Coming off the bike with Scott, Allen built a five-minute lead on the run. “I wasn’t pushing it to any crazy limit,” Allen insists.
From the marathon turnaround, it was 10 miles to the finish. “About one mile past the turnaround, I knew something wasn’t right,” Allen remembers.
With a few miles to go, Scott passed Allen and went into the lead. “I stopped and went to the bathroom and realized I was bleeding inside,” Allen says. “I crossed the line and gave thanks that I was alive and still in second.”
After the disappointment of the 1987 race, Allen came back in 1988 and thought he was once again ready to win the Ironman World Championship, especially after Scott pulled out of the race the night before with knee issues. Allen had two flat tires and finished fifth.
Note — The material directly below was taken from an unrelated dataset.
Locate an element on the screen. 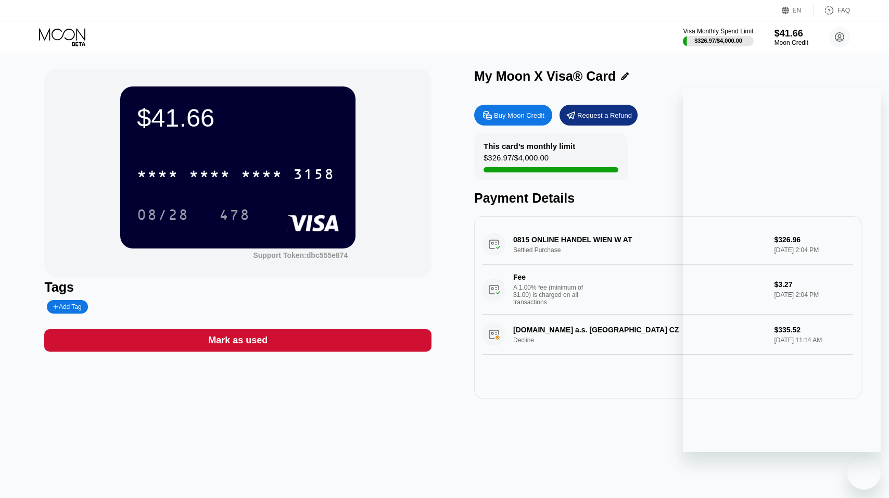  div: Add Tag is located at coordinates (67, 307).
But his first title wouldn’t have been as poetic without beating his nemesis in the process, anyway.
Before the 1989 Ironman, Allen’s stepmother told him she had a premonition about the race. “She said, ‘I have a good feeling about this year,’” Allen remembers. What he didn’t know was that years earlier, she had taken a piece of lava rock home as a souvenir.
There is a legend on the Big Island of Hawaii known as the curse of Madame Pele, the goddess of fire, lightning, wind and volcanoes. If you remove lava from the island, you and your family will be penalized with bad luck. Before the 1989 race, fearing that she might have angered Madame Pele, Allen’s stepmother brought the rock back to the Big Island and returned it to the lava fields.
Sometimes, things are meant to be. That year, Allen ended the curse by finally defeating Scott during the defending champ’s best ever Kona performance in a race for the ages, now simply referred to as Iron War.